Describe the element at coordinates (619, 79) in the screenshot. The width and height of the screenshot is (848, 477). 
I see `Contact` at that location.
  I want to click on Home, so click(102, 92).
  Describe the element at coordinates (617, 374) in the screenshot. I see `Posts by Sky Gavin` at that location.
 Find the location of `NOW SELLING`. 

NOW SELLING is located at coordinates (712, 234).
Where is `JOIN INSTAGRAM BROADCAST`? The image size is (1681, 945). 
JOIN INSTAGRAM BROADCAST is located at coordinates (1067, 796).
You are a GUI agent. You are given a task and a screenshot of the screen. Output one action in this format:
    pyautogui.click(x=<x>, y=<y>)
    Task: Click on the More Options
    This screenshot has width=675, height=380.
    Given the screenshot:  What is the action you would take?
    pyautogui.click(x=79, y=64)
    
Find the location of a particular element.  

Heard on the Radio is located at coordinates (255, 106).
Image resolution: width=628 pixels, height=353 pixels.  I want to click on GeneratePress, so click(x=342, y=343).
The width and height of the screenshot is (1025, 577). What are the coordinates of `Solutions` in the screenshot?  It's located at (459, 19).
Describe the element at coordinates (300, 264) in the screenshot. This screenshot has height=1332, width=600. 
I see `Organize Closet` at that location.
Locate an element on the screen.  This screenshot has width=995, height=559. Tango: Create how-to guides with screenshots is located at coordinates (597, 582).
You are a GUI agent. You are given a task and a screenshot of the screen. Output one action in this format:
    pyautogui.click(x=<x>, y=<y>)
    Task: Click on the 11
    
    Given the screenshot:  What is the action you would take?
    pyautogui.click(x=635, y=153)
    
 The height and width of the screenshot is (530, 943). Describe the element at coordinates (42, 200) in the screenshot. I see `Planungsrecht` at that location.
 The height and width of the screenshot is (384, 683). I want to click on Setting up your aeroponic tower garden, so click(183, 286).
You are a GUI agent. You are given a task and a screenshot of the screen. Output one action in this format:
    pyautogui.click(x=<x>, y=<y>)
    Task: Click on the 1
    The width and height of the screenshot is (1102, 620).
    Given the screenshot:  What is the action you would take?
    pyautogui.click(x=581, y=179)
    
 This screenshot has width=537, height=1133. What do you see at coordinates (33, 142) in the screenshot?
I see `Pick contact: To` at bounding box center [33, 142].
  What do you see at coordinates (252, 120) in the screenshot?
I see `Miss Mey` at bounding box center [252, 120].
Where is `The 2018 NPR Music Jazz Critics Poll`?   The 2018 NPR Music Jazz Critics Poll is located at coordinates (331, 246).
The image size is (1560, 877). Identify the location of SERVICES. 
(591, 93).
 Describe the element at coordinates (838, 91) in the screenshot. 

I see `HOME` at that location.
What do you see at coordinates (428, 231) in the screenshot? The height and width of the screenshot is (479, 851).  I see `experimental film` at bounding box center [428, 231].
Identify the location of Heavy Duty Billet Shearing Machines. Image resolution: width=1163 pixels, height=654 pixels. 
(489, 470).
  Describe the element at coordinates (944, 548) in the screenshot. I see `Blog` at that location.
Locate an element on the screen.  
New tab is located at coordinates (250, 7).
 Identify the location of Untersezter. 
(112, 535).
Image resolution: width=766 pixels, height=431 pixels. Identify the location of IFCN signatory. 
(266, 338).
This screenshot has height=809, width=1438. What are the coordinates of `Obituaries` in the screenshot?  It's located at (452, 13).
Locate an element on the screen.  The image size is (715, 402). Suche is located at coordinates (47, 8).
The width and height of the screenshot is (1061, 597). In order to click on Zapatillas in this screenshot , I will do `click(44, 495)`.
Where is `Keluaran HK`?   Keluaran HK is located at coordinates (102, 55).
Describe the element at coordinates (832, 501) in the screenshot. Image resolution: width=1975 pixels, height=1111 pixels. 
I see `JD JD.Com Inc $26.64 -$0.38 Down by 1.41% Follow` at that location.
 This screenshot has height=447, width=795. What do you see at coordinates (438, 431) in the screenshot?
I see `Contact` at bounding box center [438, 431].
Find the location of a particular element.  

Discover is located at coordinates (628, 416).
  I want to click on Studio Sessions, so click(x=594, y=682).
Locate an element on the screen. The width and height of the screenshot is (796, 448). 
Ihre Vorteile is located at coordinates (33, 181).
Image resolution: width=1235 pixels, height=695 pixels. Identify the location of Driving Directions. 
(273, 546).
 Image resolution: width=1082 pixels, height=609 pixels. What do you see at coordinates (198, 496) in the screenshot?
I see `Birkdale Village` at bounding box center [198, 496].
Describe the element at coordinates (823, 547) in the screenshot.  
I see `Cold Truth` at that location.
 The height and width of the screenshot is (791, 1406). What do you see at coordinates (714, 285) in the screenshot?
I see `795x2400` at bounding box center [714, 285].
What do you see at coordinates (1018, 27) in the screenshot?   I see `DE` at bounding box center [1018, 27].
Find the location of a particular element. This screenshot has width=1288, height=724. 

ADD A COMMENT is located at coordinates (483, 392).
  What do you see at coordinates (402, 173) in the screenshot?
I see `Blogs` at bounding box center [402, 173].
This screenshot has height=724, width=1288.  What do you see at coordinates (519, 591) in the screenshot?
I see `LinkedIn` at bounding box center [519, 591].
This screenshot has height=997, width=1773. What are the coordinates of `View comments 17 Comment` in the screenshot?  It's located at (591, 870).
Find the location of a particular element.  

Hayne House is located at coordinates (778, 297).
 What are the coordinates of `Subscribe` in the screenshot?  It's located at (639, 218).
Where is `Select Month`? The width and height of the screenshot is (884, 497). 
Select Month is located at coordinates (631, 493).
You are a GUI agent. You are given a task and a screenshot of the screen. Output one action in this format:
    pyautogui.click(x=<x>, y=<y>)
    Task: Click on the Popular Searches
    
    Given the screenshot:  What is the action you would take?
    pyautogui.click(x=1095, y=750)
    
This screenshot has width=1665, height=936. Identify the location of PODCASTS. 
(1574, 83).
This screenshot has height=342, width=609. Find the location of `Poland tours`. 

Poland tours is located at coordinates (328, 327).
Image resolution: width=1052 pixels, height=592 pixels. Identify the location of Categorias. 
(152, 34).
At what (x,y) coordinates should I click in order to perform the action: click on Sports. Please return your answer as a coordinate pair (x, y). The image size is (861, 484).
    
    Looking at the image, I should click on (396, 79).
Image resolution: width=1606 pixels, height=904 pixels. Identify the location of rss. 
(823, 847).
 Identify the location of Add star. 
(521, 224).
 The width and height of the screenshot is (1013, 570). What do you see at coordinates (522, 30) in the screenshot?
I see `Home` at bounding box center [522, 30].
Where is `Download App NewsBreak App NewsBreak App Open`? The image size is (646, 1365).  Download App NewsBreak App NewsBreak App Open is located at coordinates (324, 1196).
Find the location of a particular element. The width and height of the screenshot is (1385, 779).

+-------+

--- YOUR TASK ---
Transcribe every record above word for word.

--- REPLY ---
Describe the element at coordinates (619, 79) in the screenshot. The width and height of the screenshot is (848, 477). 
I see `Contact` at that location.
  I want to click on Home, so click(102, 92).
  Describe the element at coordinates (617, 374) in the screenshot. I see `Posts by Sky Gavin` at that location.
 Find the location of `NOW SELLING`. 

NOW SELLING is located at coordinates (712, 234).
Where is `JOIN INSTAGRAM BROADCAST`? The image size is (1681, 945). 
JOIN INSTAGRAM BROADCAST is located at coordinates (1067, 796).
You are a GUI agent. You are given a task and a screenshot of the screen. Output one action in this format:
    pyautogui.click(x=<x>, y=<y>)
    Task: Click on the More Options
    This screenshot has width=675, height=380.
    Given the screenshot:  What is the action you would take?
    pyautogui.click(x=79, y=64)
    
Find the location of a particular element.  

Heard on the Radio is located at coordinates (255, 106).
Image resolution: width=628 pixels, height=353 pixels.  I want to click on GeneratePress, so click(x=342, y=343).
The width and height of the screenshot is (1025, 577). What are the coordinates of `Solutions` in the screenshot?  It's located at (459, 19).
Describe the element at coordinates (300, 264) in the screenshot. This screenshot has height=1332, width=600. 
I see `Organize Closet` at that location.
Locate an element on the screen.  This screenshot has width=995, height=559. Tango: Create how-to guides with screenshots is located at coordinates (597, 582).
You are a GUI agent. You are given a task and a screenshot of the screen. Output one action in this format:
    pyautogui.click(x=<x>, y=<y>)
    Task: Click on the 11
    
    Given the screenshot:  What is the action you would take?
    pyautogui.click(x=635, y=153)
    
 The height and width of the screenshot is (530, 943). Describe the element at coordinates (42, 200) in the screenshot. I see `Planungsrecht` at that location.
 The height and width of the screenshot is (384, 683). I want to click on Setting up your aeroponic tower garden, so click(183, 286).
You are a GUI agent. You are given a task and a screenshot of the screen. Output one action in this format:
    pyautogui.click(x=<x>, y=<y>)
    Task: Click on the 1
    The width and height of the screenshot is (1102, 620).
    Given the screenshot:  What is the action you would take?
    pyautogui.click(x=581, y=179)
    
 This screenshot has width=537, height=1133. What do you see at coordinates (33, 142) in the screenshot?
I see `Pick contact: To` at bounding box center [33, 142].
  What do you see at coordinates (252, 120) in the screenshot?
I see `Miss Mey` at bounding box center [252, 120].
Where is `The 2018 NPR Music Jazz Critics Poll`?   The 2018 NPR Music Jazz Critics Poll is located at coordinates (331, 246).
The image size is (1560, 877). Identify the location of SERVICES. 
(591, 93).
 Describe the element at coordinates (838, 91) in the screenshot. 

I see `HOME` at that location.
What do you see at coordinates (428, 231) in the screenshot? The height and width of the screenshot is (479, 851).  I see `experimental film` at bounding box center [428, 231].
Identify the location of Heavy Duty Billet Shearing Machines. Image resolution: width=1163 pixels, height=654 pixels. 
(489, 470).
  Describe the element at coordinates (944, 548) in the screenshot. I see `Blog` at that location.
Locate an element on the screen.  
New tab is located at coordinates (250, 7).
 Identify the location of Untersezter. 
(112, 535).
Image resolution: width=766 pixels, height=431 pixels. Identify the location of IFCN signatory. 
(266, 338).
This screenshot has height=809, width=1438. What are the coordinates of `Obituaries` in the screenshot?  It's located at (452, 13).
Locate an element on the screen.  The image size is (715, 402). Suche is located at coordinates (47, 8).
The width and height of the screenshot is (1061, 597). In order to click on Zapatillas in this screenshot , I will do `click(44, 495)`.
Where is `Keluaran HK`?   Keluaran HK is located at coordinates (102, 55).
Describe the element at coordinates (832, 501) in the screenshot. Image resolution: width=1975 pixels, height=1111 pixels. 
I see `JD JD.Com Inc $26.64 -$0.38 Down by 1.41% Follow` at that location.
 This screenshot has height=447, width=795. What do you see at coordinates (438, 431) in the screenshot?
I see `Contact` at bounding box center [438, 431].
Find the location of a particular element.  

Discover is located at coordinates (628, 416).
  I want to click on Studio Sessions, so click(x=594, y=682).
Locate an element on the screen. The width and height of the screenshot is (796, 448). 
Ihre Vorteile is located at coordinates (33, 181).
Image resolution: width=1235 pixels, height=695 pixels. Identify the location of Driving Directions. 
(273, 546).
 Image resolution: width=1082 pixels, height=609 pixels. What do you see at coordinates (198, 496) in the screenshot?
I see `Birkdale Village` at bounding box center [198, 496].
Describe the element at coordinates (823, 547) in the screenshot.  
I see `Cold Truth` at that location.
 The height and width of the screenshot is (791, 1406). What do you see at coordinates (714, 285) in the screenshot?
I see `795x2400` at bounding box center [714, 285].
What do you see at coordinates (1018, 27) in the screenshot?   I see `DE` at bounding box center [1018, 27].
Find the location of a particular element. This screenshot has width=1288, height=724. 

ADD A COMMENT is located at coordinates (483, 392).
  What do you see at coordinates (402, 173) in the screenshot?
I see `Blogs` at bounding box center [402, 173].
This screenshot has height=724, width=1288.  What do you see at coordinates (519, 591) in the screenshot?
I see `LinkedIn` at bounding box center [519, 591].
This screenshot has height=997, width=1773. What are the coordinates of `View comments 17 Comment` in the screenshot?  It's located at (591, 870).
Find the location of a particular element.  

Hayne House is located at coordinates (778, 297).
 What are the coordinates of `Subscribe` in the screenshot?  It's located at (639, 218).
Where is `Select Month`? The width and height of the screenshot is (884, 497). 
Select Month is located at coordinates (631, 493).
You are a GUI agent. You are given a task and a screenshot of the screen. Output one action in this format:
    pyautogui.click(x=<x>, y=<y>)
    Task: Click on the Popular Searches
    
    Given the screenshot:  What is the action you would take?
    pyautogui.click(x=1095, y=750)
    
This screenshot has width=1665, height=936. Identify the location of PODCASTS. 
(1574, 83).
This screenshot has height=342, width=609. Find the location of `Poland tours`. 

Poland tours is located at coordinates (328, 327).
Image resolution: width=1052 pixels, height=592 pixels. Identify the location of Categorias. 
(152, 34).
At what (x,y) coordinates should I click in order to perform the action: click on Sports. Please return your answer as a coordinate pair (x, y). The image size is (861, 484).
    
    Looking at the image, I should click on (396, 79).
Image resolution: width=1606 pixels, height=904 pixels. Identify the location of rss. 
(823, 847).
 Identify the location of Add star. 
(521, 224).
 The width and height of the screenshot is (1013, 570). What do you see at coordinates (522, 30) in the screenshot?
I see `Home` at bounding box center [522, 30].
Where is `Download App NewsBreak App NewsBreak App Open`? The image size is (646, 1365).  Download App NewsBreak App NewsBreak App Open is located at coordinates (324, 1196).
Find the location of a particular element. The width and height of the screenshot is (1385, 779).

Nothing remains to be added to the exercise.